Wednesday, August 31, 2016

The 6-part, dramatised docu-series, Mars, will start on the National Geographic Channel on DStv on 13 November about man's journey to the red planet.


National Geographic Channel (DStv 181) will bring South African viewers the fictionalised docu-series Mars about man's journey and exploration of the red planet from 13 November as a global event.

The 6-episode Mars that will start in 171 countries including South Africa at the same time, will be both a fictionalised, scripted drama about mankind's quest to colonise Mars from the viewpoint of a fictitious crew set in 2033, as well as scientists and scientific minds like South Africa's Elon Musk of Tesla and SpaceX fame, talking about it.

Mars will chart the fictitious, futuristic journey of the Daedalus to the fourth planet in our solar system with a dramatic scripted story, intercut with interviews with current scientists and innovators who are leading the research and development of space technology that will make a future Mars mission possible.

The Mexican filmmaker Everardo Gout was the director of the dramatic part of the series that was filmed earlier this year in Budapest and Morocco to stand in for the harsh Martian backdrop.

The Mars production team took painstaking efforts to base the scripted future story of Mars exploration on real-world science and the series' writing team worked with an extensive group of experts.

"We're going to become a multi-planet species and a space-faring civilisation or we're going to be stuck on one planet until some eventual extinction event," says Elon Musk in Mars. "In order for me to be excited and inspired about the future, it's got to be the first option".

National Geographic will support the Mars TV series with a 6-part digital companion, prequel series, Before Mars that will launch prior to the premiere of the TV show as a digital, virtual-reality experience at www.MakeMarsHome.com.

Mars will be the cover story of the National Geographic magazine in November and will also be featured in a standalone book, Mars: Our Future on the Red Planet, that will be on sale from October.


• _TASK TO CARRY OUT_: Gather, from the data below, each line in which the word "name" occurs.

[[ DATA RECORDS open ]]

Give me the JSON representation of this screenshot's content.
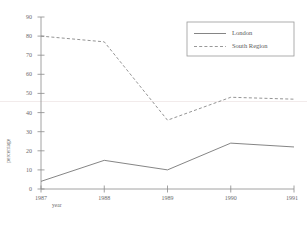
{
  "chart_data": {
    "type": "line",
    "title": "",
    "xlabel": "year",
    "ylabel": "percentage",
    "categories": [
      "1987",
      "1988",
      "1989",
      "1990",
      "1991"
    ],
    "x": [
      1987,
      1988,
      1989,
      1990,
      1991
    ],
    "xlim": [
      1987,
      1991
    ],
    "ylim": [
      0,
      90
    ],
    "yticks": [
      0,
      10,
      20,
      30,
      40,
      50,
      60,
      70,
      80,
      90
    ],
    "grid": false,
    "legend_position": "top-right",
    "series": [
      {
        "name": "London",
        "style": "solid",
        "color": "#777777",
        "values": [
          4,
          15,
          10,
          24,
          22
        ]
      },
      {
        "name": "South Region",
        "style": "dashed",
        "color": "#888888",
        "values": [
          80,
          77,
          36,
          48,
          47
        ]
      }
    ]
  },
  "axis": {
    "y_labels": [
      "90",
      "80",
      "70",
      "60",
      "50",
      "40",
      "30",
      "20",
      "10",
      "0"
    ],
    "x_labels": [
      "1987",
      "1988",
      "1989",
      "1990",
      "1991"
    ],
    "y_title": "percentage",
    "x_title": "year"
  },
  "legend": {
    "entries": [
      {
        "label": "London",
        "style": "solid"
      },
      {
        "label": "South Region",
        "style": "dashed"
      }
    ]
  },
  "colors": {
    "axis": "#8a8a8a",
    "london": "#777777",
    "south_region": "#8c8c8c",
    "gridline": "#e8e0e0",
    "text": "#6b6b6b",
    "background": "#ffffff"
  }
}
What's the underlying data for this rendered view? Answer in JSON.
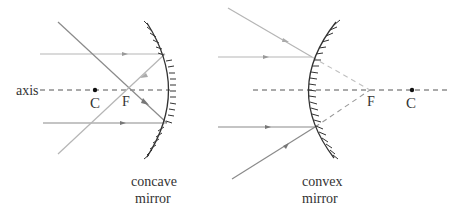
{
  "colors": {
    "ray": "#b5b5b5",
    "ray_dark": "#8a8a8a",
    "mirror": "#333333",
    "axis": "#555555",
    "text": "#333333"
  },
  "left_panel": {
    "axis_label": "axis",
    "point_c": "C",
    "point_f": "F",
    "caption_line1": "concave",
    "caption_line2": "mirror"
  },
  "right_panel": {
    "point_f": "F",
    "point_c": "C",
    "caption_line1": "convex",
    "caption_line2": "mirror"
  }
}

[[ DATA RECORDS closed ]]
[[ DATA RECORDS open ]]

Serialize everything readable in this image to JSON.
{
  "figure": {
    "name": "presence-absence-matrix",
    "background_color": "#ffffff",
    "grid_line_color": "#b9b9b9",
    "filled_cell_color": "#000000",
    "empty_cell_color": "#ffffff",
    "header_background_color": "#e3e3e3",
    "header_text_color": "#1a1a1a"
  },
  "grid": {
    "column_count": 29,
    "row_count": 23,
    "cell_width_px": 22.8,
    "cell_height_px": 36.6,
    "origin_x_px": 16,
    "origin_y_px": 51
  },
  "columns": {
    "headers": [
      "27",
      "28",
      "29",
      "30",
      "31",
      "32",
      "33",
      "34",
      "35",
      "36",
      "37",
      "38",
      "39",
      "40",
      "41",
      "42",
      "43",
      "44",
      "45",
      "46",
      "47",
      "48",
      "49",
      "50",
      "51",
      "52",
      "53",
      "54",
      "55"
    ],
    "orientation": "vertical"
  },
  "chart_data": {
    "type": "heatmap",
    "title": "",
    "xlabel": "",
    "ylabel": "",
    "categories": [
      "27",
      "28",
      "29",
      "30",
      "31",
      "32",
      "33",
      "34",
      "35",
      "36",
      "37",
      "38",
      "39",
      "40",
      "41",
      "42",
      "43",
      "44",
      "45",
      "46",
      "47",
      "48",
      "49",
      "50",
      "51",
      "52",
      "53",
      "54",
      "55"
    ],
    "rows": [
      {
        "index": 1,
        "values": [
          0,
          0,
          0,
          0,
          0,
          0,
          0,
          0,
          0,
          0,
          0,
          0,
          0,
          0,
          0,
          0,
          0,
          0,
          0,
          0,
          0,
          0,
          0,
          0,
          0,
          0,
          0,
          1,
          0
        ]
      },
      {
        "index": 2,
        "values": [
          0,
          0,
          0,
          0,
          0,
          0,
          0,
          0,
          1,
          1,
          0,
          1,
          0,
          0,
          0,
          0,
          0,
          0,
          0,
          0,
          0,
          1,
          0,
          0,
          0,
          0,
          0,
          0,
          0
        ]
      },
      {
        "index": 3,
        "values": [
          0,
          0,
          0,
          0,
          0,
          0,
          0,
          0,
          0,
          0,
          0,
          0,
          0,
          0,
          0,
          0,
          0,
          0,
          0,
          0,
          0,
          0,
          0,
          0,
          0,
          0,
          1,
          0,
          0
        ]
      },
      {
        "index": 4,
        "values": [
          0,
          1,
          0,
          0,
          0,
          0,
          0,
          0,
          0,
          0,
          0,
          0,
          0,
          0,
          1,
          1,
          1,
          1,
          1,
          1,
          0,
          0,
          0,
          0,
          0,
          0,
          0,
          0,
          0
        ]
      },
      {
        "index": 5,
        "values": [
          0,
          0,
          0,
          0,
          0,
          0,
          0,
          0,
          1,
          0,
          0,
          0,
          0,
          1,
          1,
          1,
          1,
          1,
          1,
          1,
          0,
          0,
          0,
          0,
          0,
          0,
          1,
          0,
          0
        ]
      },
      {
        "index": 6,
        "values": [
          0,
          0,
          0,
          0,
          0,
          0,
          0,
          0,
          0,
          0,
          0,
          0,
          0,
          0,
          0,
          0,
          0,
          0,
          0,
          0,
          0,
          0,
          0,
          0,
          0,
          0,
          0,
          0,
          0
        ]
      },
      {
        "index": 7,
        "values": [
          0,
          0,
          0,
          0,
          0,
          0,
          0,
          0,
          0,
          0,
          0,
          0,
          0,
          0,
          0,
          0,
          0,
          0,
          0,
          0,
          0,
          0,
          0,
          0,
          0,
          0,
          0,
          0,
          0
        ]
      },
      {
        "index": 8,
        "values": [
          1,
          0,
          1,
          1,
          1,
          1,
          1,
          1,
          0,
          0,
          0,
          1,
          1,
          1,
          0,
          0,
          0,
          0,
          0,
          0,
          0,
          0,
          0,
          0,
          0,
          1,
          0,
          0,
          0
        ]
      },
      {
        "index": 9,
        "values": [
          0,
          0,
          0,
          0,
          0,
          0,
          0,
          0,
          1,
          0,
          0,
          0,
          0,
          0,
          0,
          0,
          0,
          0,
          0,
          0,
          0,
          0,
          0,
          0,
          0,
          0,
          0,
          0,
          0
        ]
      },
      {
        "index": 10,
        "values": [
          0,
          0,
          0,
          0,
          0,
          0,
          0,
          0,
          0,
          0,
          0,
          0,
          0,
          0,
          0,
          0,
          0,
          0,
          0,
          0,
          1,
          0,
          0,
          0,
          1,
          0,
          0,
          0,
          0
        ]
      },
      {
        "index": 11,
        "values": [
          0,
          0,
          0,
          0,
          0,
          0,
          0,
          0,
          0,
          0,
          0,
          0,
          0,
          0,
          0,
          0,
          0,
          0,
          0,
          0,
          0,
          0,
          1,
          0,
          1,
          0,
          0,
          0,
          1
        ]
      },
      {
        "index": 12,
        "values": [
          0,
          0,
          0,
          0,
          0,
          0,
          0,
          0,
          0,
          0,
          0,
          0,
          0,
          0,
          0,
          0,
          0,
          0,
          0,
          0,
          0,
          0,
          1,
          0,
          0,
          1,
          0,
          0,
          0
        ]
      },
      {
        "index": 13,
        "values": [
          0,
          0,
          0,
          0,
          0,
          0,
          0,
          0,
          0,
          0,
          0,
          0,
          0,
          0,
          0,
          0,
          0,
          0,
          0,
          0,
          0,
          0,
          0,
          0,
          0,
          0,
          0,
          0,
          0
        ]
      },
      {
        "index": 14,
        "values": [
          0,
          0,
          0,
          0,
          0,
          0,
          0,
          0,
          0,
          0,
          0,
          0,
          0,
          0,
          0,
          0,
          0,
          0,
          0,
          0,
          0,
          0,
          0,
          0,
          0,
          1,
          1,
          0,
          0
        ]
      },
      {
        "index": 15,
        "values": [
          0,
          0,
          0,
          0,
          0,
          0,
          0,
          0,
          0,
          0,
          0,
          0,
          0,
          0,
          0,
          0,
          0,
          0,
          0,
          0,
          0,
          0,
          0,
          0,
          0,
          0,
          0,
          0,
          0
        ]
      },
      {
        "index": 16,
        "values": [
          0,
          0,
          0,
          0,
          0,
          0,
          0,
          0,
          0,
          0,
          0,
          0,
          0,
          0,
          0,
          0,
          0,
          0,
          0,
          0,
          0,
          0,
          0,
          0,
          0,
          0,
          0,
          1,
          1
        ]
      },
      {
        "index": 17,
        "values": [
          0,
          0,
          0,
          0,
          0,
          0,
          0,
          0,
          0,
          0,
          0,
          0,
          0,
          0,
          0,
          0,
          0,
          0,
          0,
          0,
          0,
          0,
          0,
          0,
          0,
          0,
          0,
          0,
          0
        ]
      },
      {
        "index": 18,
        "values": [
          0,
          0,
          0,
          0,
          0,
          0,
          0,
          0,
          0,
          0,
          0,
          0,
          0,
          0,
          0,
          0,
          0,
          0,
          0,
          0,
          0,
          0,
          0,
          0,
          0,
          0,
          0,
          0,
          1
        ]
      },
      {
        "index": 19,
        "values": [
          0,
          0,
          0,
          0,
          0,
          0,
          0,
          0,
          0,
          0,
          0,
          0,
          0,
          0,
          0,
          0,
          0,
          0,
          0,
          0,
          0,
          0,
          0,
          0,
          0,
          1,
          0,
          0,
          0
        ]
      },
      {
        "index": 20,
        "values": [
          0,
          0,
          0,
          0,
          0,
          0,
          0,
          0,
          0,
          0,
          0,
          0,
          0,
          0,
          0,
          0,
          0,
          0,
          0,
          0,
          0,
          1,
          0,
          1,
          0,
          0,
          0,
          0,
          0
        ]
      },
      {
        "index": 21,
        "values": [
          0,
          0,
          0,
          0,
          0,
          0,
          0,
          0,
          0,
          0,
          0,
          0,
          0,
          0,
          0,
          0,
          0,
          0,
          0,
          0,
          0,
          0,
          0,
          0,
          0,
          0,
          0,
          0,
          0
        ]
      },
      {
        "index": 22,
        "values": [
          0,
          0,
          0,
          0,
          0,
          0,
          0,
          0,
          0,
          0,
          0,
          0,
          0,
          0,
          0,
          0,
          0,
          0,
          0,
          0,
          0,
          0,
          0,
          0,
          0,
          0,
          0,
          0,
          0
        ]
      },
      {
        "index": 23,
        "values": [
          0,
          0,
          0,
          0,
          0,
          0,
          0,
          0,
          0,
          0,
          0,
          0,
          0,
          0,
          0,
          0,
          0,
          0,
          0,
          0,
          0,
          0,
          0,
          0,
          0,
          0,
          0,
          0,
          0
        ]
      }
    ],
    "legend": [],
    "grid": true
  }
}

[[ DATA RECORDS closed ]]

• _REPLY_:
        "name": "London",
        "name": "South Region",
    "name": "presence-absence-matrix",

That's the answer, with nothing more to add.